The implications are extensive.In a case where institutions are headed by political appointees, non-delivery is likely to be the result.Abuse of money is a norm.The evaluation of performance becomes useless.The issue of merit is overlooked in promotions and placements of teachers and the good ones are marginalized.It is almost unfeasible to have actual reform in this kind of environment.

In addition, the chain of accountability is undercut by this political control.Once the principal answers to an MPA instead of the education department, who will challenge his work?Who would ever look into misappropriation when the local education officer was given office using the same political channel?This disintegration of institutional integrity has rendered most schools and colleges paralyzed.

When Money Is Allocated but Not Spent

Although people have been citing low spending as the biggest issue in education, there exists a lurking crisis in the disparity between allocation and actual spending.Every year, the federal, as well as provincial governments spend billions of rupees on education.However, by the end of the fiscal year these monies are left in big blocks unused.

As an example, in 2023 the provincial audit offices reported that school infrastructure, teacher training, and technology improvements funds of hundreds of millions were unspent.In other cases the causes can be administrative-problems with procurement approvals or failure to plan projects.More frequently though they are intentional: money is withheld to maintain a discretionary control; held up politically, or misplaced through bureaucratic inefficiency.

School managements do not even know the amount of financing available to them in most of the districts.Budget disbursement is not very transparent and, there is no real time tracking of expenditure.Projects of development are introduced without feasibility research, not to mention that when the amounts are discharged, its implementation is hardly controlled.

International donors and an exhibition of budget allocations Virus in worst cases have been purely a window dressing.They say the government is spending a given percent of GDP in education but the effect of it can hardly be seen in the schools.Its infrastructure stays in a crumbling condition.The children are out of education.

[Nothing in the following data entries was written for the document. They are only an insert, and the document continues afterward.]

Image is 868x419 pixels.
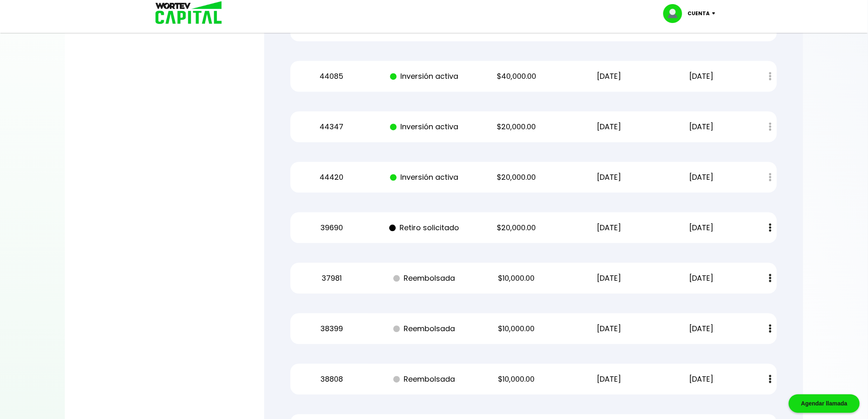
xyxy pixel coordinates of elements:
p: 38399 [293,323,370,336]
p: 44420 [293,172,370,184]
p: [DATE] [662,172,740,184]
p: 44085 [293,70,370,83]
div: Agendar llamada [788,394,860,413]
p: Cuenta [688,8,710,20]
p: [DATE] [662,374,740,386]
p: $10,000.00 [478,374,556,386]
p: 38808 [293,374,370,386]
p: [DATE] [662,70,740,83]
p: [DATE] [662,273,740,285]
p: $10,000.00 [478,273,556,285]
p: $40,000.00 [478,70,556,83]
p: [DATE] [570,323,648,336]
p: 37981 [293,273,370,285]
p: [DATE] [570,222,648,234]
p: [DATE] [662,121,740,133]
p: Inversión activa [385,172,463,184]
img: icon-down [710,12,721,15]
p: [DATE] [662,323,740,336]
p: 39690 [293,222,370,234]
p: [DATE] [570,172,648,184]
img: profile-image [663,4,688,23]
p: Reembolsada [385,374,463,386]
p: [DATE] [570,374,648,386]
p: Reembolsada [385,273,463,285]
p: [DATE] [662,222,740,234]
p: $20,000.00 [478,172,556,184]
p: $20,000.00 [478,121,556,133]
p: Inversión activa [385,70,463,83]
p: Inversión activa [385,121,463,133]
p: [DATE] [570,273,648,285]
p: Reembolsada [385,323,463,336]
p: $20,000.00 [478,222,556,234]
p: Retiro solicitado [385,222,463,234]
p: $10,000.00 [478,323,556,336]
p: 44347 [293,121,370,133]
p: [DATE] [570,70,648,83]
p: [DATE] [570,121,648,133]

Such toxicity is especially acute in underdeveloped and remote areas.In Baluchistan, most of the schools are still running without basic facilities even after being approved of period in budget.Children are learning under tents or improvised buildings.There is a lack of teachers or too many teachers.Girls drop school because of boundary walls or inability to locate toilets.But the budget year after year reveals the amount that had been allotted but not used.

An incapacity to engage resources that have been provided is indicative of a defective system.Having a lot of money promised is no wonder, but rather how wisely and honestly it is spent.This gap needs to be narrowed before increment of the education budget can resolve learning crisis in Pakistan.

The education system in Pakistan today is evidence of how the nation has failed to focus on the future.Over 25 million children are not attending school with most of them being girls.Schools are especially underfunded, mismanaged, and neglected, especially in poor and rural areas.Teachers are disheartened, students are not served well and parents are disillusioned.

Nonetheless, it is not just a financial solution.And do we need more investment in education, yes we do.What is even more important, we must spend better.We should have clear budgeting, auditing and neighborhood overseeing.The education sector must be shielded against politics, merit granted and corruption chastised.Finally we require a national dedication to making education a right not a privilege; a responsibility and not an afterthought.

Until the structural roots of failure are addressed there can be no reform, these roots being corruption, political patronage, and ineffective spending.The system should be restructured internally.Otherwise, year in year out we will keep subscribing money to education which will never enter the classroom, leaving us another generation behind.

About Author:

The writer is a lecturer in economics at Govt Degree College, Panhwar and a PhD applicant. He completed his MPhil at Quaid-i-Azam University, Islamabad.